§ **About this task**
Skip every image and restate the data word for word.

Measurement reading data
····················

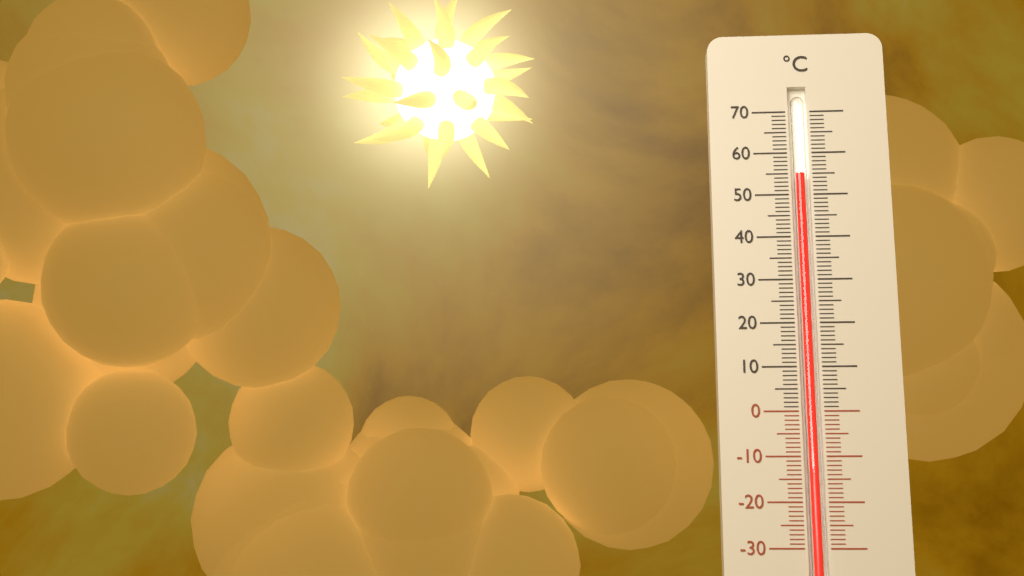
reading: 55 °C
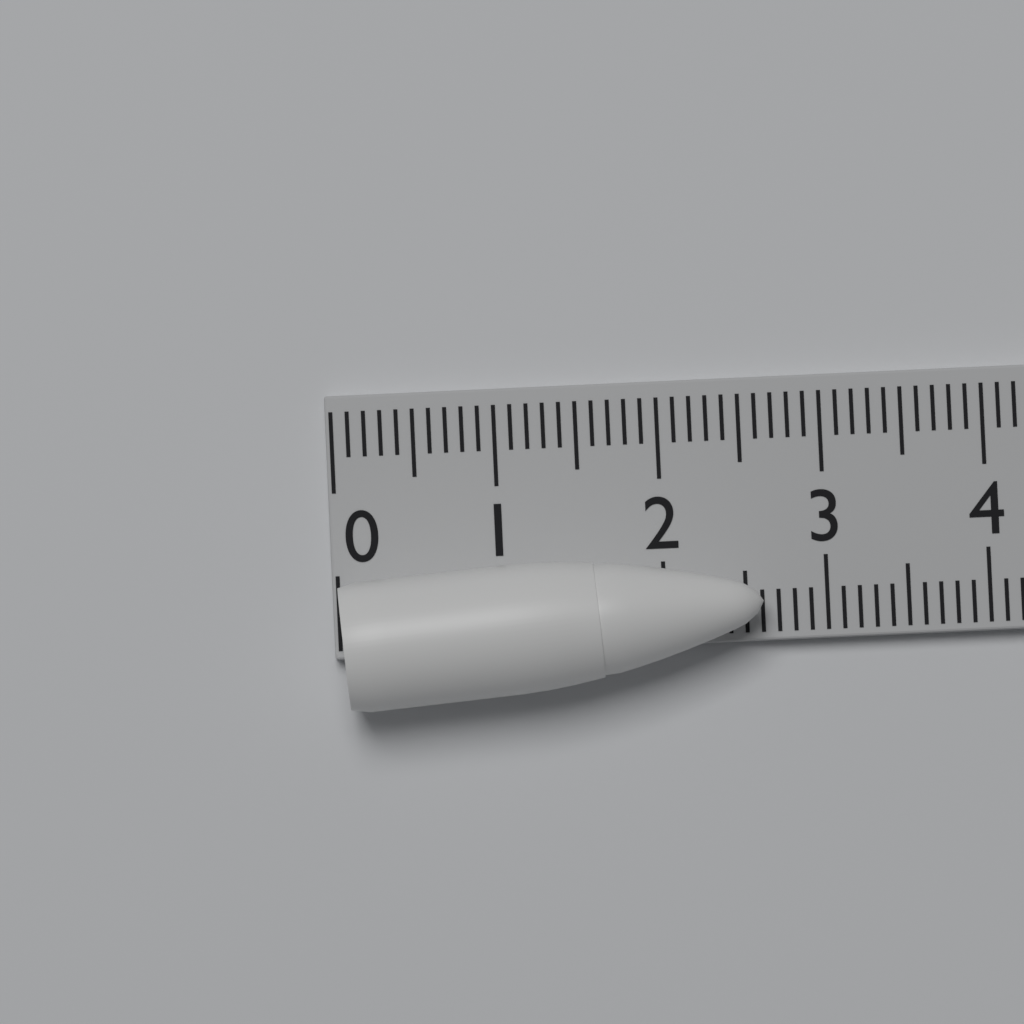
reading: 2.6 (no unit)
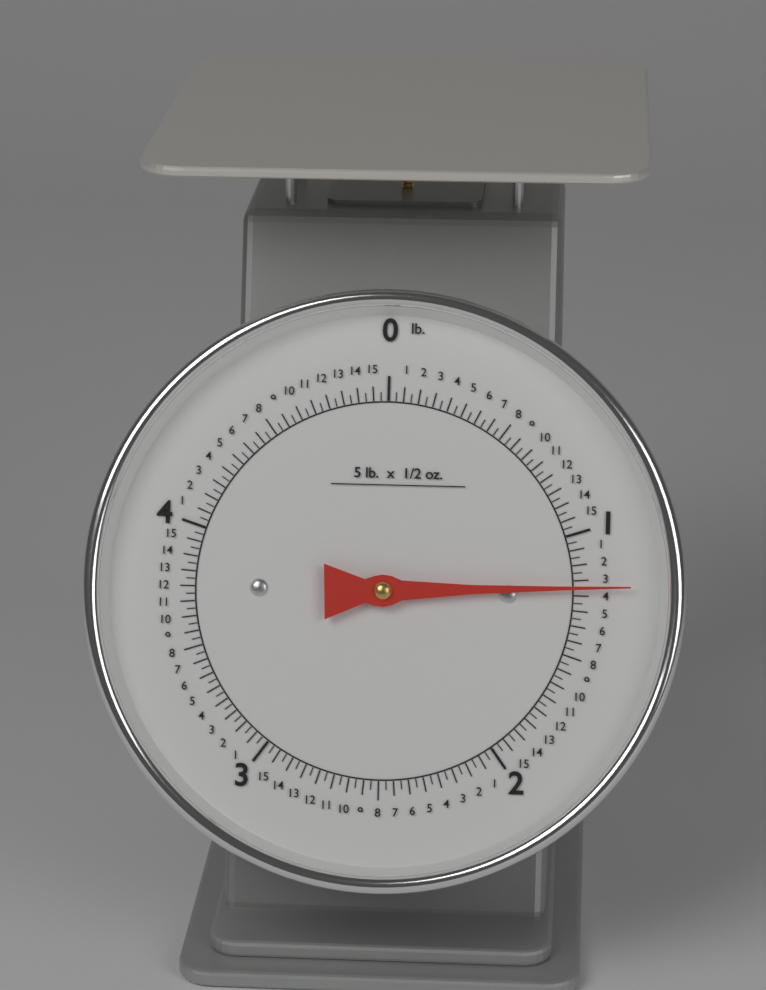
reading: 1.21875 lb
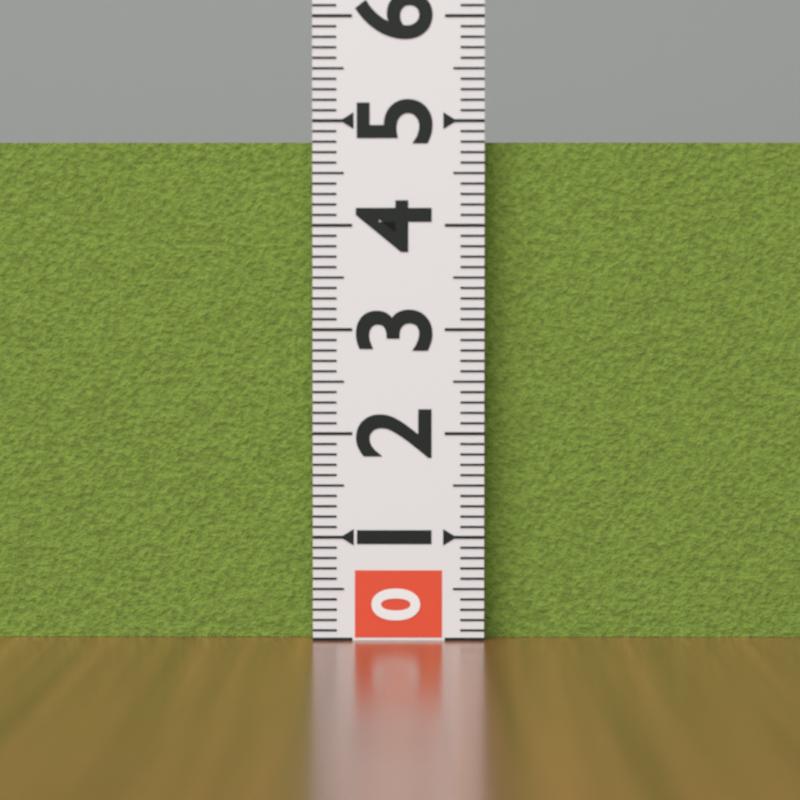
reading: 4.8 (no unit)
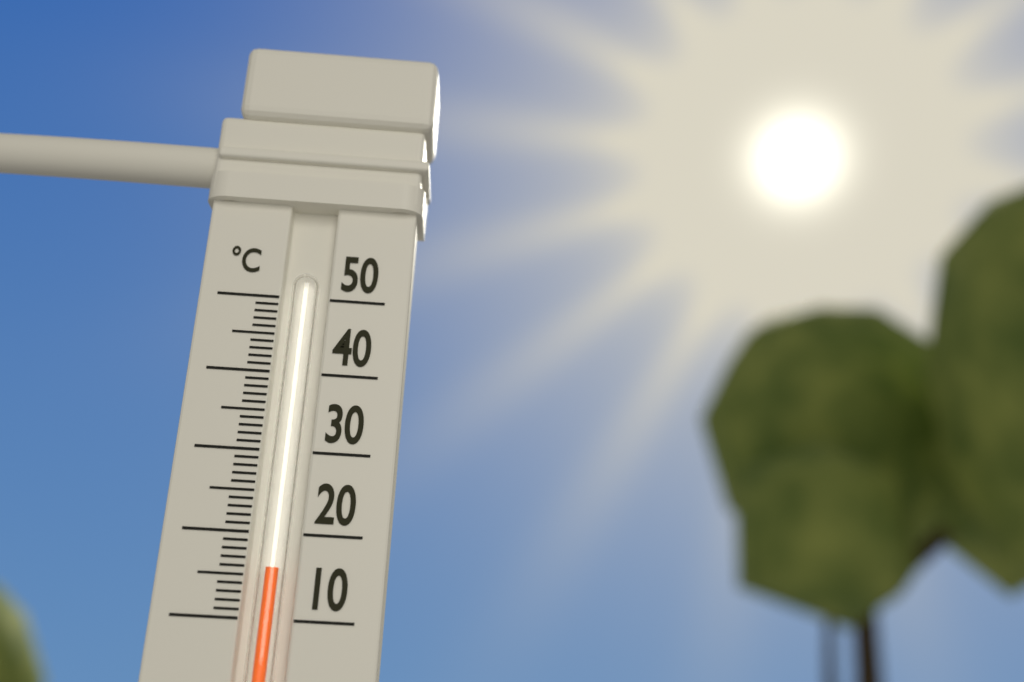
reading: 16 °C
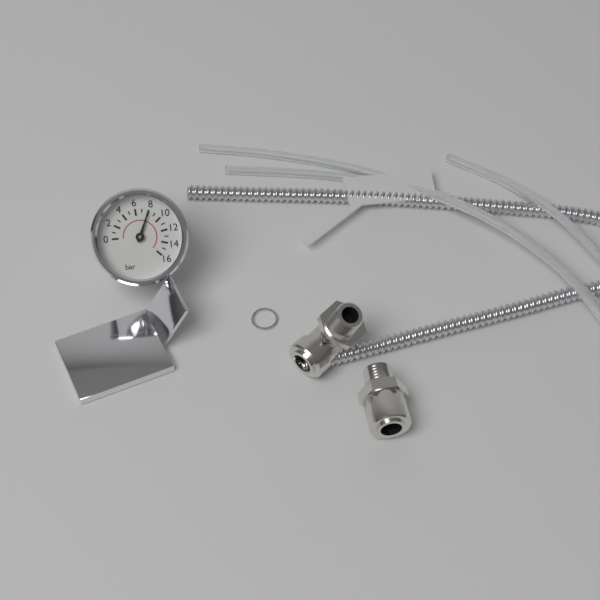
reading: 8 bar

····················

§ **Solution for this problem**
reading: 55 °C
reading: 2.6 (no unit)
reading: 1.21875 lb
reading: 4.8 (no unit)
reading: 16 °C
reading: 8 bar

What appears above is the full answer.